Thursday, September 30, 2010

Jewish Groups Denounce ‘Museum Of Tolerance’

Simon Wiesenthal Center Builder Supports Islamophobia


By Alex Kane
September 17, 2010
Courtesy Of "The Indypendent"


Photo: ELLEN DAVIDSON
Photo: ELLEN DAVIDSON
A coalition of four Jewish groups, backed by a wide array of peace and justice organizations, held a demonstration Sept. 16 outside the Simon Wiesenthal Center’s Museum of Tolerance in New York, denouncing the organization’s opposition to the Islamic community center in lower Manhattan.
Organized by Jews Say No!, American Jews for a Just PeaceJewish Voice for Peace andJews for Racial and Economic Justice, about 100 demonstrators walked in front of the museum on East 42nd Street in midtown Manhattan, chanting “Islamophobia isn’t pretty, it has no place in New York City” and “Islamophobia is a shame, New Yorkers say not in our name.”
“If you’re going to put tolerance in your name, you got to put it in your game, and the Museum of Tolerance has not done that,” Jon Moscow, an activist with Jews for Racial and Economic Justice, told members of the press.  “Statements that its leaders have been making have been feeding this frenzy of Islamophobia and anti-Arab racism.”
As the Cordoba House controversy, manufactured and fueled by far-right blogs and the right-wing press, heated up, Rabbi Marvin Hier, the dean and founder of the Simon Wiesenthal Center,appeared on Fox News in early August and criticized the proposed Muslim community center.
“Having a 15-story mosque within 1600 feet of the site is at the very least insensitive,” Hier said.
The Park 51 Muslim community center, of which the Cordoba House interfaith center will be a part, has sparked an acrimonious national debate over Islam and religious freedom, setting the stage for an upsurge in anti-Muslim sentiment across the United States.
The Simon Wiesenthal Center describes itself as an “international Jewish human rights organization” that promotes “human rights and dignity.”
The Wiesenthal Center’s executive director, Rabbi Meyer May, told Crain’s New York that “religious freedom does not mean being insensitive … or an idiot.”
“The museum says its aim is ‘to challenge people of all backgrounds to confront their most closely held assumptions and assume responsibility for change.’  That’s a beautiful vision.  But it’s one that is wholly inconsistent with the actions of the museum’s leadership,” said Hannah Schwarzschild of American Jews for a Just Peace.
Center for Constitutional Right's Richard Levy: Simon Wiesenthal Center has given us 'a new definition of chutzpah.' Photo: ELLEN DAVIDSON
Center for Constitutional Right's Richard Levy: Simon Wiesenthal Center has given us 'a new definition of chutzpah.' Photo: ELLEN DAVIDSON
Demonstrators also harshly criticized the center’s decision to build a Jerusalem branch of the Museum of Tolerance on top of a centuries-old Muslim cemetery, known as the Mamilla cemetery.  They said that the center’s project, which has resulted in the “disinterment of hundreds of graves,” according to the Center for Constitutional Rights, is another example of the center disregarding the rights of Muslims.
“I’m just going to take a minute to tell you a new definition of a Yiddish word called ‘chutzpah.’ … It refers to brazen nerve,” said Richard Levy, a lawyer working with the Center for Constitutional Rights on a petition filed with several international bodies to halt the construction of the museum in Jerusalem. “This cemetery, which stands in West Jerusalem for a thousand years, is now subject to the bulldozer of this organization. So that’s the meaning of the word chutzpah: to say you stand for tolerance, and perform that kind of an act, is the most despicable kind of hypocrisy.”
Debbie Almontaser: 'Be just. Speak to your mission.' Photo: ELLEN DAVIDSON
Debbie Almontaser: 'Be just. Speak to your mission.' Photo: ELLEN DAVIDSON
Also speaking at the demonstration was Debbie Almontaser, herself the victim of a anti-Muslim, anti-Arab smear campaign reminiscent of the controversy over the Park 51 project that ultimately forced her to resign as the founding principal of the Khalil Gibran International Academy, a dual-language Arabic public school in Brooklyn.
“Why are the museum and Simon Wiesenthal leaders not taking a principled stand against the hatred of Islam and Muslims?” Almontaser asked.  “I say to them: Be just. Speak to your mission.”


▶ **INSTRUCTIONS FOR THE TASK**: Write each record again exactly as it stands.
--- DATA TO PROCESS Enclosed Below ---
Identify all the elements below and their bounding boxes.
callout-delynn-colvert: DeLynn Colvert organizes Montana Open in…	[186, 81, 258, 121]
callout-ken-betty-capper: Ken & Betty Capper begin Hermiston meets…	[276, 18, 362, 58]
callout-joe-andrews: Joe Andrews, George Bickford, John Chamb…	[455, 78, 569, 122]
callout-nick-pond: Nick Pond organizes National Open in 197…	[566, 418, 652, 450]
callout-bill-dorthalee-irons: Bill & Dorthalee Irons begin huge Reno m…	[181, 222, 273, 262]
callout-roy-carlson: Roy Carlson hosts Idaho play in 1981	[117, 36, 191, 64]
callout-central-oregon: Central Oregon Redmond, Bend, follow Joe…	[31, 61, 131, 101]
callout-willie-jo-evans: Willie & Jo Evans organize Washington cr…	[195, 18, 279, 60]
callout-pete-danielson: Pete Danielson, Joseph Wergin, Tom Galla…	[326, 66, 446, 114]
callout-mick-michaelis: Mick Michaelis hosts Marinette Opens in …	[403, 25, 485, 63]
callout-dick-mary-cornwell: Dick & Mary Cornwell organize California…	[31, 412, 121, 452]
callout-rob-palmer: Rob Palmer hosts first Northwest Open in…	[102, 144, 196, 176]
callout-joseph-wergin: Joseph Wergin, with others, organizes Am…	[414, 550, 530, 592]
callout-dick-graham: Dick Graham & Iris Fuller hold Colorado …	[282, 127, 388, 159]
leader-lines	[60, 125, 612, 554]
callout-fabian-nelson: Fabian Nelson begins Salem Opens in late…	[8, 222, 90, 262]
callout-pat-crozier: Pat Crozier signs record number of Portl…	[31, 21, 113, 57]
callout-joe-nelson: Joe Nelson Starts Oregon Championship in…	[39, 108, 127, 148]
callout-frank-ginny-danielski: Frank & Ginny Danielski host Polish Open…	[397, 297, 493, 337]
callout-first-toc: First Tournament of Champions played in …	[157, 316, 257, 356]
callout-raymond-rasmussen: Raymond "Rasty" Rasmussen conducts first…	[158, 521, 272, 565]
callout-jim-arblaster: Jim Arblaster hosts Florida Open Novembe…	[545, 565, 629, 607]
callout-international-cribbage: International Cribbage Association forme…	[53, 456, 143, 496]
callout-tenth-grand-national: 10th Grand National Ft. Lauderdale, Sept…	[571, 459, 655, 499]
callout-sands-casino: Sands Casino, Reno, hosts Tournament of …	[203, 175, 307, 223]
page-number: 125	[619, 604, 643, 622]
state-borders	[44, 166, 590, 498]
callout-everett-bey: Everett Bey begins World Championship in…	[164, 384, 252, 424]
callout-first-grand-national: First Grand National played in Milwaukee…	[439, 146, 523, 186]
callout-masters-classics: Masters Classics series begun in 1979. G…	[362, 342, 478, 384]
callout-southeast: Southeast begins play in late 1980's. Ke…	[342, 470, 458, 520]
--- End of Enclosed DATA TO PROCESS ---
▶ **FINISHED TASK**:
Identify all the elements below and their bounding boxes.
callout-delynn-colvert: DeLynn Colvert organizes Montana Open in…	[186, 81, 258, 121]
callout-ken-betty-capper: Ken & Betty Capper begin Hermiston meets…	[276, 18, 362, 58]
callout-joe-andrews: Joe Andrews, George Bickford, John Chamb…	[455, 78, 569, 122]
callout-nick-pond: Nick Pond organizes National Open in 197…	[566, 418, 652, 450]
callout-bill-dorthalee-irons: Bill & Dorthalee Irons begin huge Reno m…	[181, 222, 273, 262]
callout-roy-carlson: Roy Carlson hosts Idaho play in 1981	[117, 36, 191, 64]
callout-central-oregon: Central Oregon Redmond, Bend, follow Joe…	[31, 61, 131, 101]
callout-willie-jo-evans: Willie & Jo Evans organize Washington cr…	[195, 18, 279, 60]
callout-pete-danielson: Pete Danielson, Joseph Wergin, Tom Galla…	[326, 66, 446, 114]
callout-mick-michaelis: Mick Michaelis hosts Marinette Opens in …	[403, 25, 485, 63]
callout-dick-mary-cornwell: Dick & Mary Cornwell organize California…	[31, 412, 121, 452]
callout-rob-palmer: Rob Palmer hosts first Northwest Open in…	[102, 144, 196, 176]
callout-joseph-wergin: Joseph Wergin, with others, organizes Am…	[414, 550, 530, 592]
callout-dick-graham: Dick Graham & Iris Fuller hold Colorado …	[282, 127, 388, 159]
leader-lines	[60, 125, 612, 554]
callout-fabian-nelson: Fabian Nelson begins Salem Opens in late…	[8, 222, 90, 262]
callout-pat-crozier: Pat Crozier signs record number of Portl…	[31, 21, 113, 57]
callout-joe-nelson: Joe Nelson Starts Oregon Championship in…	[39, 108, 127, 148]
callout-frank-ginny-danielski: Frank & Ginny Danielski host Polish Open…	[397, 297, 493, 337]
callout-first-toc: First Tournament of Champions played in …	[157, 316, 257, 356]
callout-raymond-rasmussen: Raymond "Rasty" Rasmussen conducts first…	[158, 521, 272, 565]
callout-jim-arblaster: Jim Arblaster hosts Florida Open Novembe…	[545, 565, 629, 607]
callout-international-cribbage: International Cribbage Association forme…	[53, 456, 143, 496]
callout-tenth-grand-national: 10th Grand National Ft. Lauderdale, Sept…	[571, 459, 655, 499]
callout-sands-casino: Sands Casino, Reno, hosts Tournament of …	[203, 175, 307, 223]
page-number: 125	[619, 604, 643, 622]
state-borders	[44, 166, 590, 498]
callout-everett-bey: Everett Bey begins World Championship in…	[164, 384, 252, 424]
callout-first-grand-national: First Grand National played in Milwaukee…	[439, 146, 523, 186]
callout-masters-classics: Masters Classics series begun in 1979. G…	[362, 342, 478, 384]
callout-southeast: Southeast begins play in late 1980's. Ke…	[342, 470, 458, 520]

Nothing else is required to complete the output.